Prince Prigio
Transcribed from the 1889 J. W. Arrowsmith edition by David Price, email ccx074@pglaf.org
by ANDREW LANG author of “the mark of cain, “the gold of fairnilee” etc.
Twenty-seven Illustrations by Gordon Browne
1889 BRISTOL J. W. Arrowsmith, Quay Street london Simpkin, Marshall & Co., 4 Stationers’ Hall Court All rights reserved
PRINCE PRIGIO is Dedicated to ALMA THYRA EDITH ROSALIND NORNA CECILY AND VIOLET
In compiling the following History from the Archives of Pantouflia, the Editor has incurred several obligations to the Learned. The Return of Benson (chapter xii.) is the fruit of the research of the late Mr. Allen Quatermain, while the final wish of Prince Prigio was suggested by the invention or erudition of a Lady.

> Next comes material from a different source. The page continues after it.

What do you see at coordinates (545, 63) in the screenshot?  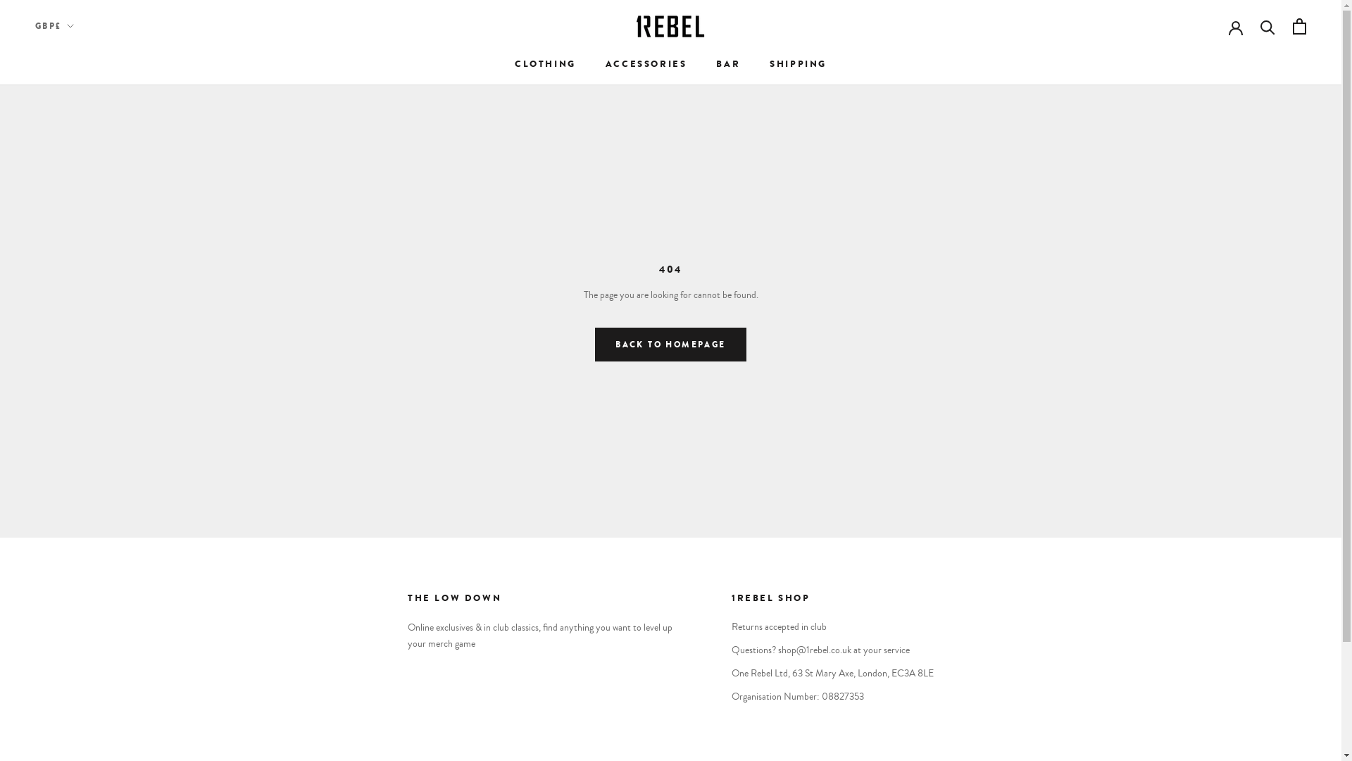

A study of the Firedrake in South Africa—where he is called the Nanaboulélé , a difficult word—has been published in French (translated from the Basuto language) by M. Paul Sébillot, in the Revue des Traditione Populaires . For the Remora , the Editor is indebted to the Voyage à la Lune of M. Cyrano de Bergérac.
How the Fairies were not Invited to Court .
Once upon a time there reigned in Pantouflia a king and a queen. With almost everything else to make them happy, they wanted one thing: they had no children. This vexed the king even more than the queen, who was very clever and learned, and who had hated
dolls when she was a child. However, she, too in spite of all the books she read and all the pictures she painted, would have been glad enough to be the mother of a little prince. The king was anxious to consult the fairies, but the queen would not hear of such a thing. She did not believe in fairies: she said that they had never existed; and that she maintained, though The History of the Royal Family was full of chapters about nothing else.
Well, at long and at last they had a little boy, who was generally regarded as the finest baby that had ever been seen. Even her majesty herself remarked that, though she could never believe all the courtiers told her, yet he certainly was a fine child—a very fine child.